Month-in-Review Highlights: April 2025
Me asking James Ellroy a question about redemption in his novels at the 2025 Quais du Polar. Lyon, France. April 7, 2025. (Photo credit: Arnaud Chevallier)
I postmortem each month shortly after it ends. Previously, I used these posts to hold myself accountable on progress toward my annual goals. Starting in January 2023, I broadened these posts to address more generally my observations and experiences for the month. (To read previous months’ reviews, click here.)
As anticipated in my post looking back on March, April meant a lot more moving around, given weather improvements and the shift to summer time.
While that included seeing friends here and there in Lausanne, it also meant a long weekend in Lyon for the 2025 Quais du Polar literary festival and another long weekend at a yoga retreat here in Switzerland.
The literary festival was a blast—French literary events are, I can honestly say, the absolute best—and the yoga retreat felt like breaking free from winter hibernation. Sure, yes, of course I practiced throughout the cold-and-dark season, but something about three days focused solely on the practice with other practitioners and fueled by delicious, freshly prepared, healthful food helped me feel like I was shaking off the cobwebs that had woven around me in my den. (Also known as “my apartment.”)
Two long weekends doesn’t sound like a lot of travel, but the race to get things done before and after on all fronts always consumes a lot of energy. Nevertheless, in addition to regular work and life-maintenance administrative tasks (including, ugh, taxes), I worked throughout the month on the initial draft of my plan for my next novel. I needed to step away from the novel I’m revising to see it more clearly. Having two projects underway at once and addressing them in intervals keeps me fresh for them both while giving me writing to work on every day (or most days, anyway).
As the month wound down, I returned to the revision work with a little more heart for it and in a better headspace for seeing what I needed to do with it for this second-pass revision of the second draft. Working through it will consume most of my writing time for May, if I’m to stay on track for having this second draft completed before our summer vacation plans.

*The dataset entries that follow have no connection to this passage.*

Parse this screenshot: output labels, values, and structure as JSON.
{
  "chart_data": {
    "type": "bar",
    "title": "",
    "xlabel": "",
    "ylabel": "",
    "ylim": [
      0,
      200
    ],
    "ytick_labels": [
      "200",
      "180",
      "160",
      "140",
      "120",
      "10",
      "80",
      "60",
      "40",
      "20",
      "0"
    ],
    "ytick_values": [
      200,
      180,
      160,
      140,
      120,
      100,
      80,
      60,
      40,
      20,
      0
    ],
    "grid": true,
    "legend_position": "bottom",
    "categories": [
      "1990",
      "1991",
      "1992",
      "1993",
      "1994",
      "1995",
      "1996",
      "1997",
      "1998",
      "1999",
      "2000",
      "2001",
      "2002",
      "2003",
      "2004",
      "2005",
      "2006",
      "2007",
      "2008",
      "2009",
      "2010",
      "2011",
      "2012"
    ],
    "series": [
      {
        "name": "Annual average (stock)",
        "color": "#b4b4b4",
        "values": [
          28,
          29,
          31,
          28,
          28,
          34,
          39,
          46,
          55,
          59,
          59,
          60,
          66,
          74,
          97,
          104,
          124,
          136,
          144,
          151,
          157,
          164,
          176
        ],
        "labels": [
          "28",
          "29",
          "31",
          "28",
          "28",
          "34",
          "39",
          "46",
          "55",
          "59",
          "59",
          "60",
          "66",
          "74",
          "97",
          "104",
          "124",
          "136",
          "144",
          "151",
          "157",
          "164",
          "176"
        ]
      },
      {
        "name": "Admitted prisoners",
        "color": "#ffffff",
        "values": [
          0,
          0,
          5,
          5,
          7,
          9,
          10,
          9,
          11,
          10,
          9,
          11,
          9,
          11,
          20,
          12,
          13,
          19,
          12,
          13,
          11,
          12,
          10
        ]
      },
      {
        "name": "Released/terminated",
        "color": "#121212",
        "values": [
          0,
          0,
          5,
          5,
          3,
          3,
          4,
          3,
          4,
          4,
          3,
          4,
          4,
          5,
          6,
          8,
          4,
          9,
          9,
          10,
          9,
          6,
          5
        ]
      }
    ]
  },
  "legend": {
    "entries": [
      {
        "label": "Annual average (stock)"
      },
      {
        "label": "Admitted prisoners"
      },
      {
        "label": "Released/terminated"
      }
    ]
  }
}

I’m sticking out the current novel-in-revision despite concerns that its subject matter may seem quaint in the current political climate. (Yes, that’s vague. Read into it what you will.) Though part of me wants to shelve it and focus my energy on the novel-in-planning, I’m learning and growing as a writer through this revision. Besides, I won’t be able to see clearly this novel’s value (or lack thereof) until I’ve sharpened it up a little more. More time passing in this crazy world will help, too.